March 6, 2013 12:45 pm
What Does This Head From the Thirteenth Century Tell Us About Medieval Medicine?

Is this the oldest surviving European science project? Photo: Archives of Medical Science
A new analysis of the oldest-known human dissection specimen in Europe suggests that the Dark Ages may have been more scientifically advanced than we think.
The French head-and-shoulders specimen, which researchers originally thought woud date to the 15th or 16th century, may have been used in an instructional capacity, says LiveScience:
The preparation of the specimen was surprisingly advanced. Radiocarbon dating puts the age of the body between A.D. 1200 and A.D.1280, an era once considered part of Europe’s anti-scientific “Dark Ages.” In fact, said study researcher Philippe Charlier, a physician and forensic scientist at University Hospital R. Poincare in France, the new specimen suggests surprising anatomical expertise during this time period.
“It’s state-of-the-art,” Charlier told LiveScience. “I suppose that the preparator did not do this just one time, but several times, to be so good at this.”
Many still believe the uber-religiosity of the Dark Ages prevented things like autopsies and medical dissection from even happening:
But autopsies and dissection were not under a blanket church ban in the Middle Ages. In fact, the church sometimes ordered autopsies, often for the purpose of looking for signs of holiness in the body of a supposedly saintly person.
The first example of one of these “holy autopsies” came in 1308, when nuns conducted a dissection of the body of Chiara of Montefalco, an abbess who would be canonized as a saint in 1881. The nuns reported finding a tiny crucifix in the abbess’ heart, as well as three gallstones in her gallbladder, which they saw as symbolic of the Holy Trinity.
The head, filled with a “metal wax” for preservation purposes, is set to go on display at the Parisian Museum of the History of Medicine later this year.
More from Smithsonian.com:
A Forensic Analysis of Richard the Lionheart’s Heart
The History of Health Food, Part 2: Medieval and Renaissance Periods
Sign up for our free email newsletter and receive the best stories from Smithsonian.com each week.
8 Comments »
RSS feed for comments on this post. TrackBack URI























Just looks like someone was axe murdered to the head, and the decay that followed.
Comment by Bulk Rap — March 7, 2013 @ 7:23 pm
This is a good article, but it makes one glaring historical error. The 13th century wasn’t the Dark Ages! In fact, it’s a period called the High Middle Ages, a time when Europe had fully emerged from the Dark Ages (ca. 600-1000) and before the plagues and social upheavals of the 14th century.
Comment by Leon — March 25, 2013 @ 11:23 am
As a medievalist, I have long understood the term “Dark Ages” to refer to the EARLY Middle Ages–roughly from the fall of Rome to some time in the 11th century.
Comment by Mary — April 1, 2013 @ 8:43 am
So what everyone is saying is .. Smart News isn’t so smart (because they got their facts wrong)? Hehe
Comment by Kim — May 4, 2013 @ 6:09 am
It says to me “axes hurt”
Comment by Dennis Bauer — May 9, 2013 @ 3:45 am
I would end the Dark Ages at 1150 A.D. when a fundamentalist reaction swept through the Arab world. At that point the works of the great Arab physicians Avencia and Averroes became available to the west. Of course so did the rest of Arab knowledge.
His students took copies of his books with them but Averroes refused to leave his homeland. In 1175, he looked out from his prison cell and watched his books burn. Europe replaced the Arab world as the center of learning.
Comment by Hubert Barge — May 17, 2013 @ 8:27 pm
In addition to getting the “Dark Ages” time period wrong – It was not necessarily a period of ignorance and barbarism as so many think. The connotation of “Dark” with “evil” has fastered this belief, when originally the term was applied simply because no one could “shed any light” on this time period (c.600-100AD). Most, practically all records and historical documents had been systematically destroyed. Will we ever know what happened, or more importantly what happened that required our history to be so sanitized? Personally, I have my own theories and I think the time has come. I see no reason that post-Rome fallout would be any worse, than say 14th-15th c. Italy. Both were pretty rough and unpleasant times if you weren’t near the top of the political and economic food chain.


* _WHAT YOU SHOULD DO_
Wherever "jobs" occurs in the entries, copy the line that holds it.

* _AVAILABLE DATA_
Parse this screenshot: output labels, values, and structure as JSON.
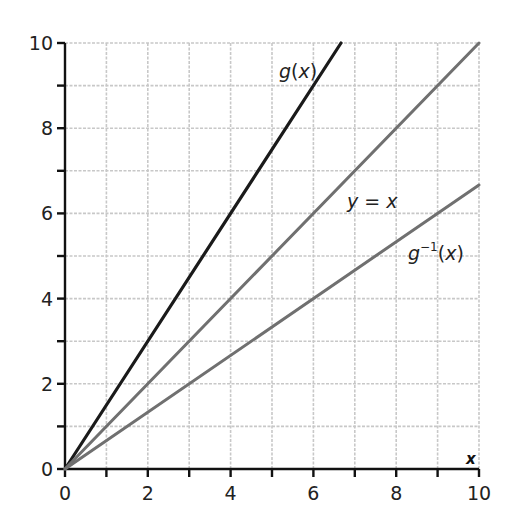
{
  "chart_data": {
    "type": "line",
    "title": "",
    "xlabel": "x",
    "ylabel": "",
    "xlim": [
      0,
      10
    ],
    "ylim": [
      0,
      10
    ],
    "grid": true,
    "grid_step": 1,
    "x_ticks": [
      0,
      2,
      4,
      6,
      8,
      10
    ],
    "y_ticks": [
      0,
      2,
      4,
      6,
      8,
      10
    ],
    "minor_ticks": [
      1,
      3,
      5,
      7,
      9
    ],
    "legend": "inline labels",
    "series": [
      {
        "name": "g(x)",
        "label_main": "g",
        "label_paren_open": "(",
        "label_var": "x",
        "label_paren_close": ")",
        "color": "#1a1a1a",
        "points": [
          [
            0,
            0
          ],
          [
            6.667,
            10
          ]
        ],
        "formula": "y = 1.5x"
      },
      {
        "name": "y = x",
        "label_lhs": "y",
        "label_eq": " = ",
        "label_rhs": "x",
        "color": "#707070",
        "points": [
          [
            0,
            0
          ],
          [
            10,
            10
          ]
        ],
        "formula": "y = x"
      },
      {
        "name": "g^-1(x)",
        "label_main": "g",
        "label_sup": "−1",
        "label_paren_open": "(",
        "label_var": "x",
        "label_paren_close": ")",
        "color": "#707070",
        "points": [
          [
            0,
            0
          ],
          [
            10,
            6.667
          ]
        ],
        "formula": "y = (2/3)x"
      }
    ]
  },
  "axes": {
    "x_tick_labels": [
      "0",
      "2",
      "4",
      "6",
      "8",
      "10"
    ],
    "y_tick_labels": [
      "0",
      "2",
      "4",
      "6",
      "8",
      "10"
    ],
    "x_axis_label": "x"
  },
  "colors": {
    "axis": "#111111",
    "grid": "#c8c8c8",
    "g": "#1a1a1a",
    "identity": "#707070",
    "inverse": "#707070"
  }
}
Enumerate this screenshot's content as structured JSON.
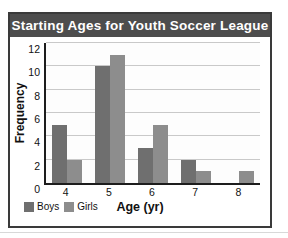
{
  "chart_data": {
    "type": "bar",
    "title": "Starting Ages for Youth Soccer League",
    "xlabel": "Age (yr)",
    "ylabel": "Frequency",
    "categories": [
      "4",
      "5",
      "6",
      "7",
      "8"
    ],
    "series": [
      {
        "name": "Boys",
        "color": "#6f6f6f",
        "values": [
          5,
          10,
          3,
          2,
          0
        ]
      },
      {
        "name": "Girls",
        "color": "#8d8d8d",
        "values": [
          2,
          11,
          5,
          1,
          1
        ]
      }
    ],
    "ylim": [
      0,
      12
    ],
    "yticks": [
      0,
      2,
      4,
      6,
      8,
      10,
      12
    ],
    "ytick_labels": [
      "0",
      "2",
      "4",
      "6",
      "8",
      "10",
      "12"
    ],
    "grid": true,
    "legend_position": "bottom-left"
  },
  "header": {
    "title": "Starting Ages for Youth Soccer League",
    "bg_color": "#4d4d4d",
    "text_color": "#ffffff"
  },
  "legend": {
    "items": [
      {
        "label": "Boys",
        "color": "#6f6f6f"
      },
      {
        "label": "Girls",
        "color": "#8d8d8d"
      }
    ]
  }
}
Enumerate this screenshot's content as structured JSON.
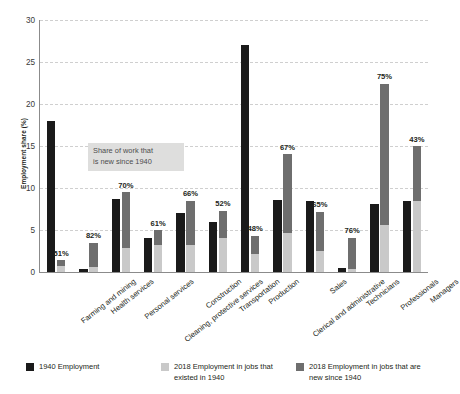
{
  "chart_data": {
    "type": "bar",
    "title": "",
    "subtitle": "",
    "xlabel": "",
    "ylabel": "Employment share (%)",
    "ylim": [
      0,
      30
    ],
    "yticks": [
      0,
      5,
      10,
      15,
      20,
      25,
      30
    ],
    "grid": true,
    "legend_position": "bottom",
    "categories": [
      "Farming and mining",
      "Health services",
      "Personal services",
      "Cleaning, protective services",
      "Construction",
      "Transportation",
      "Production",
      "Clerical and administrative",
      "Sales",
      "Technicians",
      "Professionals",
      "Managers"
    ],
    "series": [
      {
        "name": "1940 Employment",
        "color": "#1a1a1a",
        "values": [
          18.0,
          0.4,
          8.7,
          4.1,
          7.0,
          6.0,
          27.0,
          8.6,
          8.4,
          0.5,
          8.1,
          8.4
        ]
      },
      {
        "name": "2018 Employment in jobs that existed in 1940",
        "color": "#c9c9c9",
        "values": [
          0.7,
          0.6,
          2.9,
          3.2,
          3.2,
          4.0,
          2.2,
          4.7,
          2.5,
          0.4,
          5.6,
          8.4
        ]
      },
      {
        "name": "2018 Employment in jobs that are new since 1940",
        "color": "#6e6e6e",
        "values": [
          0.7,
          2.9,
          6.6,
          1.8,
          5.3,
          3.3,
          2.1,
          9.3,
          4.7,
          3.7,
          16.8,
          6.6
        ]
      }
    ],
    "stacked_totals_2018": [
      1.4,
      3.5,
      9.5,
      5.0,
      8.5,
      7.3,
      4.3,
      14.0,
      7.2,
      4.1,
      22.4,
      15.0
    ],
    "data_labels_pct_new": [
      "51%",
      "82%",
      "70%",
      "61%",
      "66%",
      "52%",
      "48%",
      "67%",
      "65%",
      "76%",
      "75%",
      "43%"
    ],
    "annotation": {
      "text": "Share of work that is new since 1940",
      "line1": "Share of work that",
      "line2": "is new since 1940",
      "background": "#dededd"
    }
  },
  "axis": {
    "y_title": "Employment share (%)",
    "y_ticks": [
      "0",
      "5",
      "10",
      "15",
      "20",
      "25",
      "30"
    ]
  },
  "legend": {
    "items": [
      {
        "label": "1940 Employment",
        "color": "#1a1a1a",
        "swatch_name": "legend-swatch-1940"
      },
      {
        "label": "2018 Employment in jobs that existed in 1940",
        "color": "#c9c9c9",
        "swatch_name": "legend-swatch-2018-existed"
      },
      {
        "label": "2018 Employment in jobs that are new since 1940",
        "color": "#6e6e6e",
        "swatch_name": "legend-swatch-2018-new"
      }
    ]
  },
  "colors": {
    "background": "#ffffff",
    "axis": "#8b8b8b",
    "grid": "#cfcfcf",
    "text": "#231f20",
    "bar_1940": "#1a1a1a",
    "bar_existed": "#c9c9c9",
    "bar_new": "#6e6e6e",
    "annotation_bg": "#dededd"
  }
}
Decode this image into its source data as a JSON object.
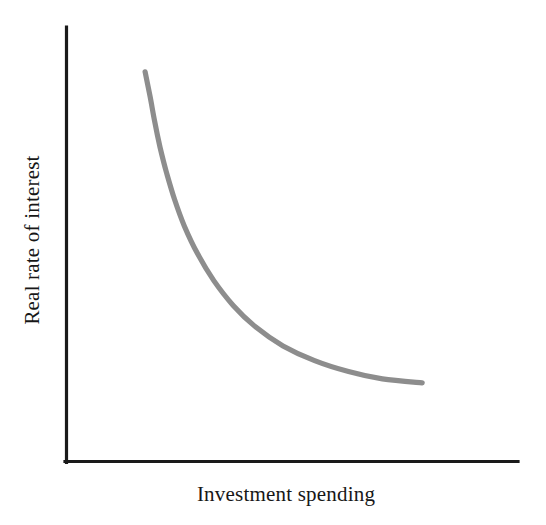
{
  "figure": {
    "background_color": "#ffffff",
    "axis_color": "#1a1a1a",
    "curve_color": "#8d8d8d"
  },
  "labels": {
    "xlabel": "Investment spending",
    "ylabel": "Real rate of interest"
  },
  "chart_data": {
    "type": "line",
    "title": "",
    "subtitle": "",
    "xlabel": "Investment spending",
    "ylabel": "Real rate of interest",
    "xlim": [
      0,
      100
    ],
    "ylim": [
      0,
      100
    ],
    "grid": false,
    "legend": null,
    "axis_ticks": {
      "x": [],
      "y": []
    },
    "annotations": [],
    "series": [
      {
        "name": "Investment demand curve",
        "color": "#8d8d8d",
        "linewidth": 5,
        "points": [
          {
            "x": 17.5,
            "y": 89.7
          },
          {
            "x": 18.6,
            "y": 84.0
          },
          {
            "x": 19.6,
            "y": 78.4
          },
          {
            "x": 20.8,
            "y": 72.4
          },
          {
            "x": 22.2,
            "y": 66.7
          },
          {
            "x": 24.0,
            "y": 60.4
          },
          {
            "x": 26.2,
            "y": 54.2
          },
          {
            "x": 29.1,
            "y": 47.9
          },
          {
            "x": 32.7,
            "y": 41.7
          },
          {
            "x": 37.0,
            "y": 36.0
          },
          {
            "x": 42.0,
            "y": 31.0
          },
          {
            "x": 48.0,
            "y": 26.7
          },
          {
            "x": 55.0,
            "y": 23.3
          },
          {
            "x": 62.5,
            "y": 20.8
          },
          {
            "x": 70.0,
            "y": 19.1
          },
          {
            "x": 78.8,
            "y": 18.2
          }
        ]
      }
    ]
  },
  "geometry": {
    "y_axis": {
      "x": 66,
      "y_top": 27,
      "y_bottom": 463
    },
    "x_axis": {
      "y": 462,
      "x_left": 65,
      "x_right": 518
    },
    "curve_path": "M 145,72 C 152,105 159,146 165,186 C 172,228 182,265 196,296 C 211,328 232,351 258,366 C 288,383 328,388 372,389 L 422,389"
  }
}
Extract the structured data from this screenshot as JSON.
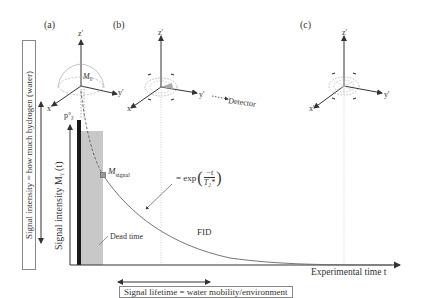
{
  "panels": {
    "a": {
      "label": "(a)",
      "axes": {
        "z": "z'",
        "y": "y'",
        "x": "x'"
      },
      "vector": "M₀"
    },
    "b": {
      "label": "(b)",
      "axes": {
        "z": "z'",
        "y": "y'",
        "x": "x'"
      },
      "detector": "Detector"
    },
    "c": {
      "label": "(c)",
      "axes": {
        "z": "z'",
        "y": "y'",
        "x": "x'"
      }
    }
  },
  "plot": {
    "ylabel": "Signal intensity Mᵧ (t)",
    "xlabel": "Experimental time t",
    "pulse_label": "p°ᵪ",
    "dead_time_label": "Dead time",
    "msignal_label": "M",
    "msignal_sub": "signal",
    "equation": "= exp(−t / T₂*)",
    "eq_prefix": "= exp",
    "eq_num": "−t",
    "eq_den": "T₂*",
    "fid_label": "FID"
  },
  "annotations": {
    "signal_intensity_box": "Signal intensity = how much hydrogen (water)",
    "signal_lifetime_box": "Signal lifetime = water mobility/environment"
  },
  "colors": {
    "axis": "#333333",
    "dead_time_fill": "#c8c8c8",
    "pulse_bar": "#1a1a1a",
    "curve": "#666666",
    "marker": "#777777"
  }
}
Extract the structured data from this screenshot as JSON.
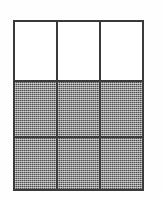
{
  "figure": {
    "name": "fraction-area-model",
    "shape": "rectangle",
    "rows": 3,
    "columns": 3,
    "total_parts": 9,
    "shaded_parts": 6,
    "unshaded_parts": 3,
    "fraction_shaded": "6/9",
    "colors": {
      "background": "#fefefe",
      "grid_line": "#3a3a3a",
      "shaded_fill": "#8e8e8e",
      "unshaded_fill": "#ffffff"
    },
    "cells": [
      {
        "row": 1,
        "col": 1,
        "state": "unshaded"
      },
      {
        "row": 1,
        "col": 2,
        "state": "unshaded"
      },
      {
        "row": 1,
        "col": 3,
        "state": "unshaded"
      },
      {
        "row": 2,
        "col": 1,
        "state": "shaded"
      },
      {
        "row": 2,
        "col": 2,
        "state": "shaded"
      },
      {
        "row": 2,
        "col": 3,
        "state": "shaded"
      },
      {
        "row": 3,
        "col": 1,
        "state": "shaded"
      },
      {
        "row": 3,
        "col": 2,
        "state": "shaded"
      },
      {
        "row": 3,
        "col": 3,
        "state": "shaded"
      }
    ]
  }
}
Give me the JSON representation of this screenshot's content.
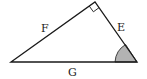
{
  "diagram": {
    "type": "right-triangle",
    "vertices": {
      "left": [
        11,
        62
      ],
      "top": [
        95,
        2
      ],
      "right": [
        137,
        62
      ]
    },
    "sides": {
      "hypotenuse_left": {
        "label": "F",
        "pos": [
          45,
          31
        ]
      },
      "right_side": {
        "label": "E",
        "pos": [
          121,
          30
        ]
      },
      "base": {
        "label": "G",
        "pos": [
          72,
          75
        ]
      }
    },
    "right_angle_marker": {
      "at": "top",
      "size": 7
    },
    "shaded_angle": {
      "at": "right",
      "color": "#b3b3b3"
    },
    "colors": {
      "stroke": "#1a1a1a",
      "fill": "#ffffff",
      "shade": "#b3b3b3"
    }
  }
}
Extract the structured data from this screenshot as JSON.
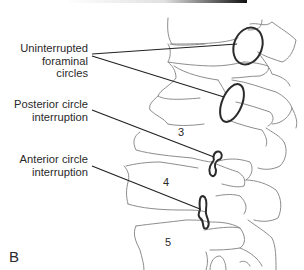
{
  "figure": {
    "panel_letter": "B",
    "labels": {
      "uninterrupted": [
        "Uninterrupted",
        "foraminal circles"
      ],
      "posterior": [
        "Posterior circle",
        "interruption"
      ],
      "anterior": [
        "Anterior circle",
        "interruption"
      ]
    },
    "vertebra_numbers": [
      "3",
      "4",
      "5"
    ],
    "colors": {
      "line": "#8a8a8a",
      "outline": "#2b2b2b",
      "text": "#2a2a2a"
    }
  }
}
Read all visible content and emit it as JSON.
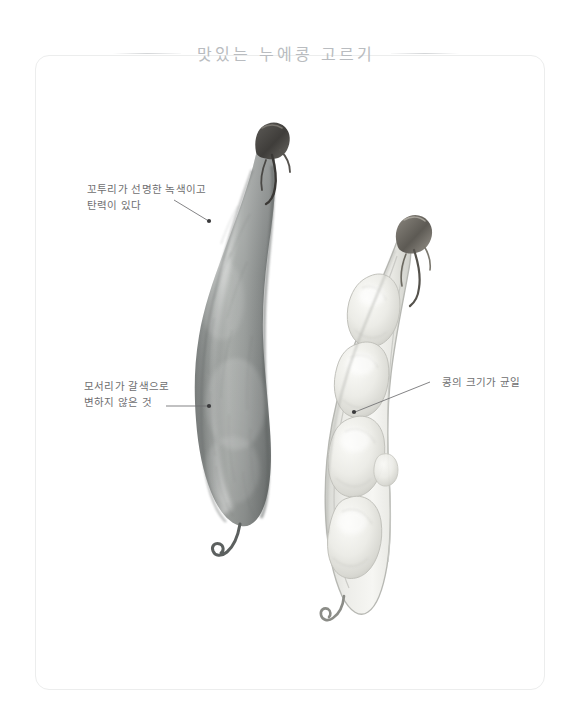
{
  "page": {
    "title": "맛있는 누에콩 고르기",
    "background_color": "#ffffff",
    "frame_color": "#eceded",
    "title_color": "#b9bcc0",
    "text_color": "#6e6e70"
  },
  "annotations": [
    {
      "id": "pod-color",
      "text": "꼬투리가 선명한 녹색이고\n탄력이 있다",
      "target": "left-pod-upper-surface"
    },
    {
      "id": "edge",
      "text": "모서리가 갈색으로\n변하지 않은 것",
      "target": "left-pod-edge"
    },
    {
      "id": "bean-size",
      "text": "콩의 크기가 균일",
      "target": "right-pod-bean"
    }
  ],
  "illustration": {
    "left_pod": {
      "label": "green fava bean pod, closed, whole",
      "fill_color": "#8e9190",
      "shadow_color": "#6f7372",
      "highlight_color": "#b9bdbb",
      "stem_color": "#4a4846"
    },
    "right_pod": {
      "label": "fava bean pod, opened cross-section showing four beans",
      "fill_color": "#efefec",
      "outline_color": "#b6b7b3",
      "bean_color": "#e6e6e1",
      "bean_shade_color": "#cfcfc9",
      "stem_color": "#6a6762",
      "bean_count": 4
    }
  }
}
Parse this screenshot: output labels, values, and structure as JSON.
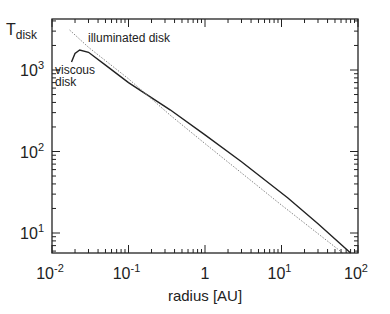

* _SOLUTION_
        "name": "2018 Employment in jobs that existed in 1940",
        "name": "2018 Employment in jobs that are new since 1940",
        "label": "2018 Employment in jobs that existed in 1940",
        "label": "2018 Employment in jobs that are new since 1940",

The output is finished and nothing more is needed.